Stickup

ON THE SAME DAY THE SANDIGANBAYAN ended the trial of the century by sentencing her predecessor, Joseph Estrada, to life in prison for plunder, President Macapagal-Arroyo announced the creation of a new body to help curb graft and corruption in government. The President told the Bishops-Ulama Conference in MalacaƱang Wednesday that she had created the Procurement Transparency Group to monitor procurement for public projects. The inter-agency body, chaired by the Department of Budget and Management, will have representatives from civil society. It will monitor procurement biddings and report anomalies to agency heads as well as the Office of the Ombudsman and the Commission on Audit. Its main purpose is “to ensure transparency and good governance in our massive public investments,’’ Ms Arroyo said. A separate group will “also harness civil society and the private sector in ensuring that public works projects serve the needs and objectives for which they are undertaken, and contract terms and timetables are complied with.’’

If the twin announcements were meant to signal a fresh resolve to combat graft in government, the President herself diluted the message with her other statements in the same forum. “We must be a government that honors contracts and agreements that go through the required processes, despite media attacks,’’ she said. “We live by the rule of law.’’ Later when asked by reporters if that policy included the ZTE contract to set up a national broadband network (NBN), Ms Arroyo reiterated that “as long as the contract goes through the required processes, we are required to comply’’ with its terms.

It was clear as day that she was referring to the $329-million contract with the Chinese firm ZTE. No other contract, whether involving foreign or local governments or companies, has been the subject of so much “media attacks’’ in recent months. And “transparent’’ is the last thing anyone can say about that contract or the processes that went before and after it was signed -- from the deliberations on the project to the negotiations and the decision to award it to ZTE.

To this day, top administration officials continue to dissemble and mislead the public about the NBN project and how ZTE bagged the contract.
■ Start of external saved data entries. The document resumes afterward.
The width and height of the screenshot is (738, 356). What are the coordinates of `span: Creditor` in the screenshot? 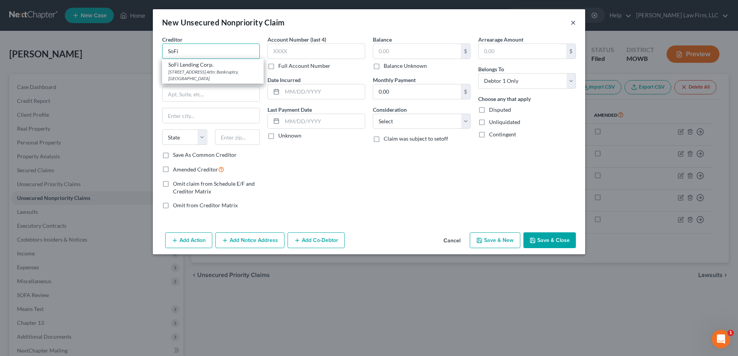 It's located at (172, 39).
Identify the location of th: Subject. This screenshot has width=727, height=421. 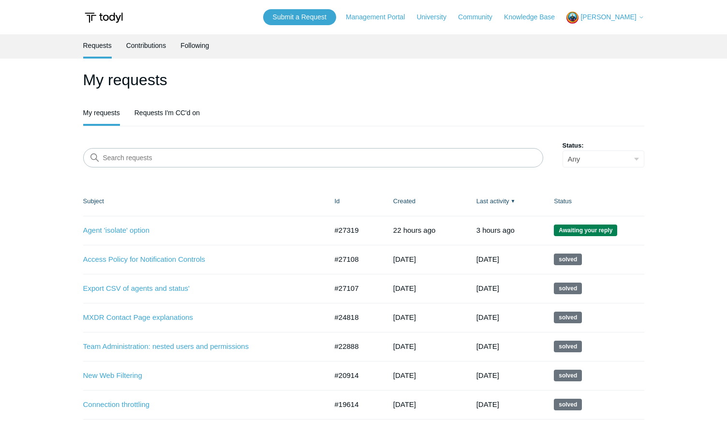
(204, 201).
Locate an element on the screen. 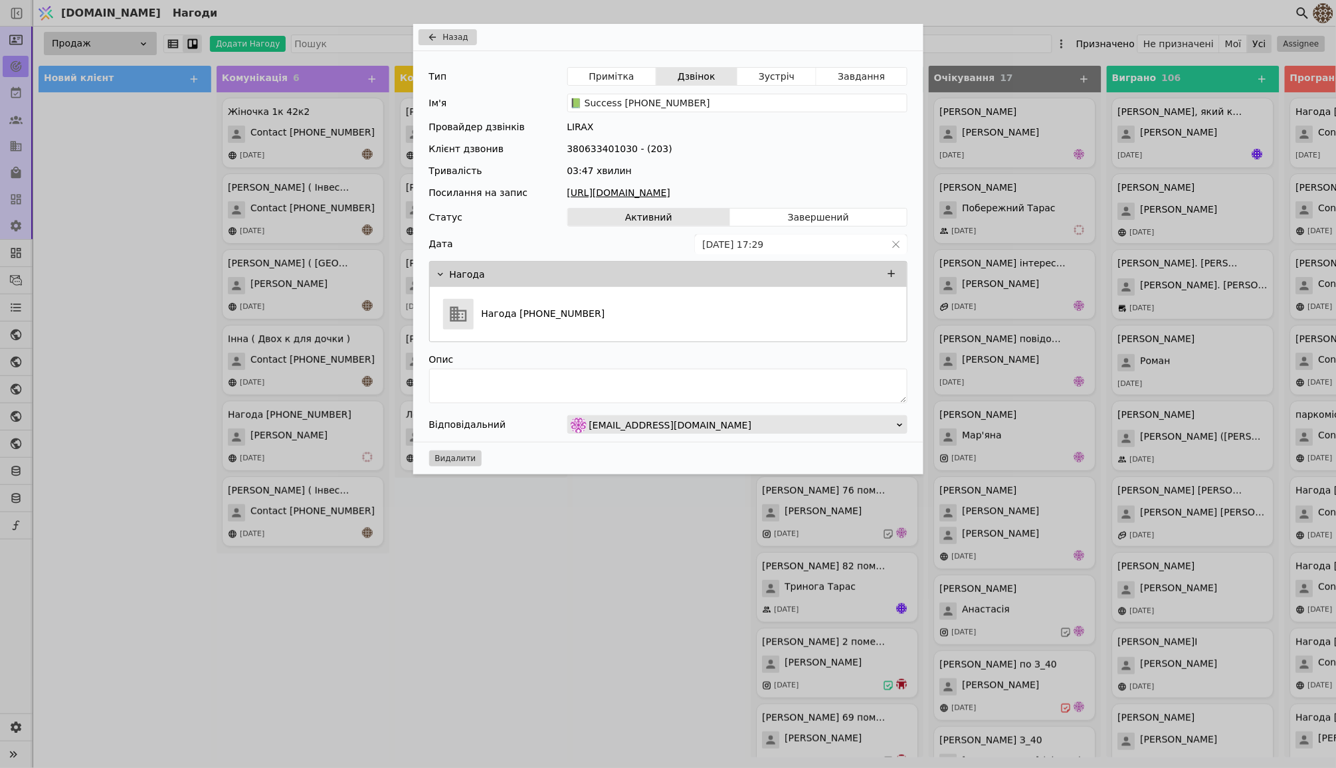 The height and width of the screenshot is (768, 1336). div: Провайдер дзвінків is located at coordinates (477, 127).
They cannot even agree if there is a contract or not. Some Cabinet officials say what has been signed is a memorandum of agreement or understanding, but others call it a contract. Commission on Higher Education Chair Romulo Neri, who used to head the National Economic and Development Authority, says there is a “supplier’s contract’’ but it is only a “prospective contract.’’ If that means it is not the real thing, then why did Transportation and Communications Secretary Leandro Mendoza sign it? And why did the President have to leave her husband, who had just undergone a delicate operation, to witness the signing in Boao, China? If the contract is “prospective,” it is probably because the plans and specifications are not spelled out so that no one can tell exactly what the country is getting for $329 million or if that would be the final price.

When pressed for answers, most Cabinet members point to Mendoza, saying the NBN is his baby and he knows it best. But Mendoza refuses to make the contract public and he doesn’t want to talk -- not to the press, not to the members of Congress. The only talking he has done recently was to the Cabinet where he supposedly explained the project in detail, including how it would save the government billions of pesos a year.

Funny that Mendoza bothered to do that. It was like preaching to the converted or at least to those who must act like true believers, given the President’s keen interest in seeing the NBN project through. But it is not the Cabinet that has been asking questions, it is the Filipino public. Does Mendoza think he owes it to the Cabinet to explain, but not to the Filipino people?

The Arroyo administration wants the Filipino people to approve a contract and pay for a project they know very little about, and it has the temerity to talk about transparency and good governance? In any other place, they would call this secret, rotten deal a stinking stickup.